For Black History Month I'm writing about a blaxploitation film every Thursday in February. Next up, The Spook Who Sat by the Door.

Dan Freeman (Lawrence Cook) playing pool and planning a takeover of white society.
Dan Freeman (Lawrence Cook) playing pool and planning a takeover of white society. Courtesy of United Artists
"I can't figure you," says a member of a radical Black paramilitary group to Dan Freeman, the group's leader. "You want power or you want revenge, you know... what is it?" In his perfectly picked-out 'fro and denim suit, Freeman solemnly tells the young man, "It's simple Willy. I just want to be free."

Freedom—true liberation—is one of the central themes of Ivan Dixon's The Spook Who Sat by the Door, a clear-eyed and extremely political blaxploitation film that came out at the height of discussions around Black revolutionary power. It's kind of incredible that it got made. And if it were up to the Powers That Be, you would never have the chance to see it.

Based on Sam Greenlee's semi-autobiographical novel of the same name (who also co-wrote the screenplay), The Spook Who Sat by the Door revolves around Dan Freeman (Lawrence Cook), the C.I.A.'s first Black agent. He is smart and even-tempered; his old white bosses hate his intelligence and athleticism, only begrudgingly accepting him into their agency. They stick him in a windowless basement office for several years, trotting him out whenever they need to show their "progressiveness." He's a regular Uncle Tom. But the story turns once Freeman heads back to Chicago and immediately starts to organize Black people (read: men) in his neighborhood into a guerrilla group using his training from the C.I.A. He's going to overthrow whitey after all!

This was Dixon's second movie as a director after Trouble Man (which I wrote about in Unstreamable a couple of weeks ago). It was also his last. The film was independently produced and distributed by United Artists, but was quickly pulled from theaters, its prints destroyed, and negatives stored under another title. Greenlee even accused the F.B.I. of suppressing the film so that people wouldn't have a chance to see it. This suppression is a shame for many reasons, the least of which is that Cook gives an excellent performance as a level-headed revolutionary leader and could have absolutely become a star if given the opportunity.

With a quirky soundtrack by Herbie Hancock and cinematography by Michel Hugo (who also worked with Jacques Demy on Model Shop), there's a stylishness and clarity of vision to the movie that I find missing in other blaxploitation cuts. While it's uneven in parts (especially in its treatment of women), Spook clearly enunciates the problems facing Black people in America at the time, making it obvious to the viewer why organized revolt is more necessary than "Uncle Tom-ing" our way into power. Freedom is not given, but taken, after all.

The Spook Who Sat by the Door is available at Scarecrow Video.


### TASK OBJECTIVE
Exactly as written, print every line of the listing below and omit its pictures.

### PROVIDED INFORMATION
============================================================

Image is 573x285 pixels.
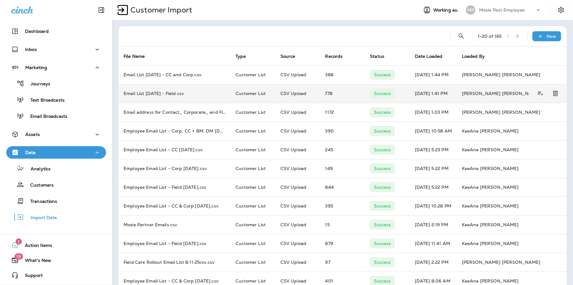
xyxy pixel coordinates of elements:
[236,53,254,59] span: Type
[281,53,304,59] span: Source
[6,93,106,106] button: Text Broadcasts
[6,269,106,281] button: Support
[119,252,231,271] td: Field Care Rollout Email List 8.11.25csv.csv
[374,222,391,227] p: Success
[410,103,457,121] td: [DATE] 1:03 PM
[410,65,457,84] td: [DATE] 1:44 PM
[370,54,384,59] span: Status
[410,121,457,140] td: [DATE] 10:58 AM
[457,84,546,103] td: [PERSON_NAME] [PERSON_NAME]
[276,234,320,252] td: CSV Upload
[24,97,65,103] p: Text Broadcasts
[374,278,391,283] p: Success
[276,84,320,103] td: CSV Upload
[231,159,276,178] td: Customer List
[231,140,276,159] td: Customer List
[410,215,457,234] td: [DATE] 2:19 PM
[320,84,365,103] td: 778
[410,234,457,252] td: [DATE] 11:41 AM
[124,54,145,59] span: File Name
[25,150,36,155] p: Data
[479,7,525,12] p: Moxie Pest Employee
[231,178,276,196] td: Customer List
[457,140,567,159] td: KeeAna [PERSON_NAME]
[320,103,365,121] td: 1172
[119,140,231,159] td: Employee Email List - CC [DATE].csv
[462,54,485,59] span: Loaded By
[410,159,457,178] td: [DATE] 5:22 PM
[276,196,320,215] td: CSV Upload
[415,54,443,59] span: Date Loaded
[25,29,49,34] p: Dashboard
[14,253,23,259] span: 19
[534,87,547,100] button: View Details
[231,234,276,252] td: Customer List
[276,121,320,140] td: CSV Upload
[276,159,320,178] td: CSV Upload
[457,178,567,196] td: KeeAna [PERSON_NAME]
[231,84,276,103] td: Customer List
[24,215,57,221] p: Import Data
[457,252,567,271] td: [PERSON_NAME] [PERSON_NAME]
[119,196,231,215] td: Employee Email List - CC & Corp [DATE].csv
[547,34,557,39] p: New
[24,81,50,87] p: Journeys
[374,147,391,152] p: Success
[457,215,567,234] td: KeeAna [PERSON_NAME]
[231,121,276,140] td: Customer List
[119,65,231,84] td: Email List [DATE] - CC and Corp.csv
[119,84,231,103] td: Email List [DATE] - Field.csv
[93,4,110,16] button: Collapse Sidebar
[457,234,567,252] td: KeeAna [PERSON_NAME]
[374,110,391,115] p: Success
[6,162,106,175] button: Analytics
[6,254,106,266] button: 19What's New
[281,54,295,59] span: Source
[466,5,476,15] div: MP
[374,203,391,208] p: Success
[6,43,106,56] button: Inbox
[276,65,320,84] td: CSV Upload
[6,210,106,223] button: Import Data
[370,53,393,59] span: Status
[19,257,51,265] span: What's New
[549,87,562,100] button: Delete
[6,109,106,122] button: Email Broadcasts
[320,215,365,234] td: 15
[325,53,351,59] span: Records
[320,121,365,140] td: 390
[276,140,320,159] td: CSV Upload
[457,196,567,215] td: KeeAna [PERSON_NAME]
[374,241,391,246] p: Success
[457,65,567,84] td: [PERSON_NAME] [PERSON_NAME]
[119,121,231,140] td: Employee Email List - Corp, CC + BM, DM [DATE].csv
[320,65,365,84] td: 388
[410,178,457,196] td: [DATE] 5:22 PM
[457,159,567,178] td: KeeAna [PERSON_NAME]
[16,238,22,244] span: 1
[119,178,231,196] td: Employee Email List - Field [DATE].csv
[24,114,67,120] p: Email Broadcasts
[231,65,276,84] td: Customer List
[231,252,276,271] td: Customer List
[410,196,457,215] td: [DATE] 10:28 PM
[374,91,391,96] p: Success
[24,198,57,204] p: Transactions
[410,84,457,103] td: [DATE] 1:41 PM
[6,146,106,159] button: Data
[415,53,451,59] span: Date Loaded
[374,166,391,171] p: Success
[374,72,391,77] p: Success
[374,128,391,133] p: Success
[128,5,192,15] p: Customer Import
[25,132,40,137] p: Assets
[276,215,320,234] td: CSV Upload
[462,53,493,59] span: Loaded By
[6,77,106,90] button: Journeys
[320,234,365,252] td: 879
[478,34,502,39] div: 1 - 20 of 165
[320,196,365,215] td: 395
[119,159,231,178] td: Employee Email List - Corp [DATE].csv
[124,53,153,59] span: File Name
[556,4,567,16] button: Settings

============================================================

### FINISHED TASK
Image is 573x285 pixels.
xyxy pixel coordinates of elements:
[236,53,254,59] span: Type
[281,53,304,59] span: Source
[6,93,106,106] button: Text Broadcasts
[6,269,106,281] button: Support
[119,252,231,271] td: Field Care Rollout Email List 8.11.25csv.csv
[374,222,391,227] p: Success
[410,103,457,121] td: [DATE] 1:03 PM
[410,65,457,84] td: [DATE] 1:44 PM
[370,54,384,59] span: Status
[410,121,457,140] td: [DATE] 10:58 AM
[457,84,546,103] td: [PERSON_NAME] [PERSON_NAME]
[276,234,320,252] td: CSV Upload
[24,97,65,103] p: Text Broadcasts
[374,278,391,283] p: Success
[276,84,320,103] td: CSV Upload
[231,159,276,178] td: Customer List
[231,140,276,159] td: Customer List
[410,215,457,234] td: [DATE] 2:19 PM
[320,84,365,103] td: 778
[410,234,457,252] td: [DATE] 11:41 AM
[124,54,145,59] span: File Name
[25,150,36,155] p: Data
[479,7,525,12] p: Moxie Pest Employee
[231,178,276,196] td: Customer List
[457,140,567,159] td: KeeAna [PERSON_NAME]
[320,103,365,121] td: 1172
[119,140,231,159] td: Employee Email List - CC [DATE].csv
[462,54,485,59] span: Loaded By
[410,159,457,178] td: [DATE] 5:22 PM
[276,196,320,215] td: CSV Upload
[415,54,443,59] span: Date Loaded
[25,29,49,34] p: Dashboard
[14,253,23,259] span: 19
[534,87,547,100] button: View Details
[231,234,276,252] td: Customer List
[276,121,320,140] td: CSV Upload
[276,159,320,178] td: CSV Upload
[457,178,567,196] td: KeeAna [PERSON_NAME]
[231,84,276,103] td: Customer List
[24,215,57,221] p: Import Data
[457,252,567,271] td: [PERSON_NAME] [PERSON_NAME]
[119,196,231,215] td: Employee Email List - CC & Corp [DATE].csv
[547,34,557,39] p: New
[24,81,50,87] p: Journeys
[374,147,391,152] p: Success
[457,215,567,234] td: KeeAna [PERSON_NAME]
[231,121,276,140] td: Customer List
[119,65,231,84] td: Email List [DATE] - CC and Corp.csv
[119,84,231,103] td: Email List [DATE] - Field.csv
[93,4,110,16] button: Collapse Sidebar
[457,234,567,252] td: KeeAna [PERSON_NAME]
[374,110,391,115] p: Success
[6,162,106,175] button: Analytics
[6,254,106,266] button: 19What's New
[281,54,295,59] span: Source
[466,5,476,15] div: MP
[374,203,391,208] p: Success
[6,43,106,56] button: Inbox
[276,65,320,84] td: CSV Upload
[6,210,106,223] button: Import Data
[370,53,393,59] span: Status
[19,257,51,265] span: What's New
[549,87,562,100] button: Delete
[6,109,106,122] button: Email Broadcasts
[320,215,365,234] td: 15
[325,53,351,59] span: Records
[320,121,365,140] td: 390
[276,140,320,159] td: CSV Upload
[457,196,567,215] td: KeeAna [PERSON_NAME]
[374,241,391,246] p: Success
[457,65,567,84] td: [PERSON_NAME] [PERSON_NAME]
[119,121,231,140] td: Employee Email List - Corp, CC + BM, DM [DATE].csv
[320,65,365,84] td: 388
[410,178,457,196] td: [DATE] 5:22 PM
[457,159,567,178] td: KeeAna [PERSON_NAME]
[16,238,22,244] span: 1
[119,178,231,196] td: Employee Email List - Field [DATE].csv
[24,114,67,120] p: Email Broadcasts
[231,65,276,84] td: Customer List
[231,252,276,271] td: Customer List
[410,196,457,215] td: [DATE] 10:28 PM
[374,91,391,96] p: Success
[24,198,57,204] p: Transactions
[410,84,457,103] td: [DATE] 1:41 PM
[6,146,106,159] button: Data
[415,53,451,59] span: Date Loaded
[374,166,391,171] p: Success
[374,72,391,77] p: Success
[374,128,391,133] p: Success
[128,5,192,15] p: Customer Import
[25,132,40,137] p: Assets
[276,215,320,234] td: CSV Upload
[462,53,493,59] span: Loaded By
[6,77,106,90] button: Journeys
[320,234,365,252] td: 879
[478,34,502,39] div: 1 - 20 of 165
[320,196,365,215] td: 395
[119,159,231,178] td: Employee Email List - Corp [DATE].csv
[124,53,153,59] span: File Name
[556,4,567,16] button: Settings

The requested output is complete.